Theological Term of the Week: Communicatio Idiomatum

communicatio idiomatum
“The concept that, in the hypostatic union, wherein Christ took a human nature into personal union, attributes of both natures are predicable of the person of Christ. From this, reference can be made to Christ acting in one nature in terms relating to the other (e.g., ‘they crucified the Lord of glory’).”1 Also called communion of properties or communication of attributes.

  • From the Second Helvetic Confession, Chapter 11: 
    IMPARTATION OF PROPERTIES. We piously and reverently accept and use the impartation of properties which is derived from Scripture and which has been used by all antiquity in explaining and reconciling apparently contradictory passages.
  • From the Westminster Confession of Faith, Chapter 8, Section 7:
    Christ, in the work of mediation, acts according to both natures, by each nature doing that which is proper to itself; yet, by reason of the unity of the person, that which is proper to one nature is sometimes in Scripture attributed to the person denominated by the other nature.
  • From Louis Berkhof, Systematic Theology
    A communicatio idiomatum, or communication of properties. This means that the properties of both, the human and the divine natures, are now the properties of the person, and are therefore ascribed to the person. The person can be said to be almighty, omniscient, omnipresent, and so on, but can also be called a man of sorrows, of limited knowledge and power, and subject to human want and miseries. We must be careful not to understand the term to mean that anything peculiar to the divine nature was communicated to the human nature, or vice versa; or that there is an interpenetration of the two natures, as a result of which the divine is humanized, and the human is deified (Rome).
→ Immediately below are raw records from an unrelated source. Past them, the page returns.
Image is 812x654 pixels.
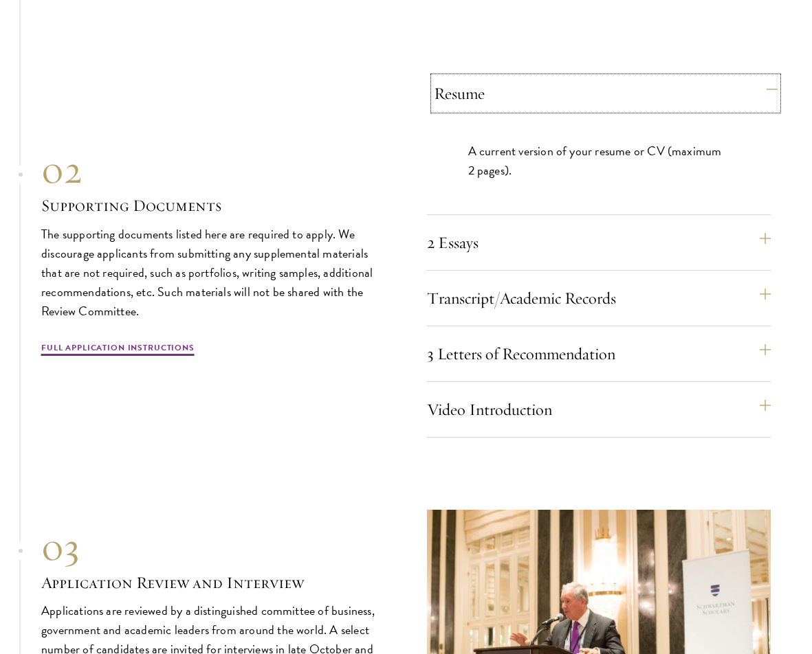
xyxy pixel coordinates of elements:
h3: Application Review and Interview [41,571,386,595]
p: A current version of your resume or CV (maximum 2 pages). [468,141,730,180]
button: 2 Essays [427,226,772,259]
div: 02 [41,145,386,194]
h3: Supporting Documents [41,194,386,217]
button: Transcript/Academic Records [427,282,772,315]
div: 03 [41,523,386,571]
p: The supporting documents listed here are required to apply. We discourage applicants from submitt... [41,225,386,321]
button: Resume [434,77,778,110]
button: Video Introduction [427,393,772,426]
button: 3 Letters of Recommendation [427,338,772,371]
a: Full Application Instructions [41,342,194,358]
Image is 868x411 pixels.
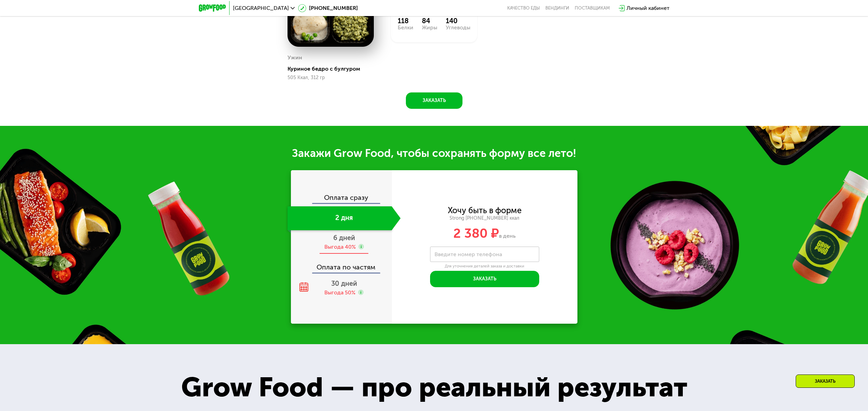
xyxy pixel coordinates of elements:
div: Личный кабинет [627,4,669,13]
div: 118 [397,17,413,25]
div: Выгода 40% [324,243,356,251]
label: Введите номер телефона [435,253,502,256]
a: [PHONE_NUMBER] [298,4,358,13]
div: 505 Ккал, 312 гр [287,75,374,80]
div: поставщикам [575,5,610,11]
div: Жиры [422,25,437,31]
div: Белки [397,25,413,31]
div: Ужин [287,53,302,63]
div: Оплата по частям [292,257,392,273]
div: Куриное бедро с булгуром [287,65,380,72]
span: 2 380 ₽ [453,226,499,241]
span: в день [499,233,515,239]
div: Хочу быть в форме [448,207,521,214]
div: 140 [446,17,471,25]
button: Заказать [406,92,463,109]
span: 6 дней [333,234,355,242]
span: [GEOGRAPHIC_DATA] [233,5,289,11]
div: Выгода 50% [324,289,356,297]
div: Оплата сразу [292,194,392,203]
div: Для уточнения деталей заказа и доставки [430,264,539,269]
div: Заказать [796,375,855,388]
div: Strong [PHONE_NUMBER] ккал [392,215,578,222]
div: 84 [422,17,437,25]
div: Углеводы [446,25,471,31]
div: Grow Food — про реальный результат [160,367,708,408]
a: Качество еды [507,5,540,11]
span: 30 дней [331,280,357,288]
button: Заказать [430,271,539,288]
a: Вендинги [545,5,569,11]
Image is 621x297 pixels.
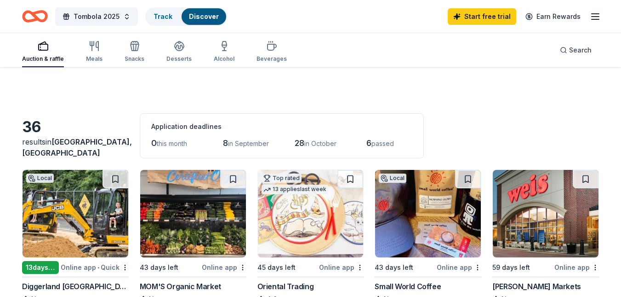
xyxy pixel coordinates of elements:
a: Home [22,6,48,27]
button: Alcohol [214,37,235,67]
div: Diggerland [GEOGRAPHIC_DATA] [22,281,129,292]
div: Online app [555,261,599,273]
button: Auction & raffle [22,37,64,67]
div: Application deadlines [151,121,413,132]
div: Beverages [257,55,287,63]
div: 13 applies last week [262,184,328,194]
span: 6 [367,138,372,148]
a: Start free trial [448,8,517,25]
div: 43 days left [375,262,414,273]
img: Image for Weis Markets [493,170,599,257]
button: TrackDiscover [145,7,227,26]
a: Track [154,12,172,20]
div: [PERSON_NAME] Markets [493,281,581,292]
span: Search [569,45,592,56]
span: Tombola 2025 [74,11,120,22]
div: Desserts [167,55,192,63]
img: Image for Oriental Trading [258,170,364,257]
span: 0 [151,138,157,148]
div: 36 [22,118,129,136]
div: Auction & raffle [22,55,64,63]
div: Top rated [262,173,302,183]
button: Tombola 2025 [55,7,138,26]
span: in [22,137,132,157]
button: Meals [86,37,103,67]
span: • [98,264,99,271]
span: in October [304,139,337,147]
img: Image for MOM'S Organic Market [140,170,246,257]
div: Online app [202,261,247,273]
div: MOM'S Organic Market [140,281,221,292]
span: 28 [295,138,304,148]
img: Image for Diggerland USA [23,170,128,257]
button: Desserts [167,37,192,67]
span: in September [228,139,269,147]
a: Discover [189,12,219,20]
img: Image for Small World Coffee [375,170,481,257]
div: Oriental Trading [258,281,314,292]
div: 45 days left [258,262,296,273]
span: passed [372,139,394,147]
button: Search [553,41,599,59]
div: Local [26,173,54,183]
button: Snacks [125,37,144,67]
div: Online app [319,261,364,273]
span: this month [157,139,187,147]
div: Meals [86,55,103,63]
button: Beverages [257,37,287,67]
div: 13 days left [22,261,59,274]
div: Small World Coffee [375,281,441,292]
div: results [22,136,129,158]
span: 8 [223,138,228,148]
div: 59 days left [493,262,530,273]
a: Earn Rewards [520,8,586,25]
div: Online app [437,261,482,273]
span: [GEOGRAPHIC_DATA], [GEOGRAPHIC_DATA] [22,137,132,157]
div: Snacks [125,55,144,63]
div: 43 days left [140,262,178,273]
div: Alcohol [214,55,235,63]
div: Online app Quick [61,261,129,273]
div: Local [379,173,407,183]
The deity cannot share in human weaknesses; neither can man participate in any of the essential perfections of the Godhead.

 

Learn more:

  1. Ligonier Ministries: A Communication of Attributes
  2. Sam StormsClassical View of the Two Natures of Christ
  3. Green Baggins: The Communication of Attributes

 

Related terms:

 

Filed under Person, Work, and Teaching of Christ

1From Systematic Theology by Robert Letham.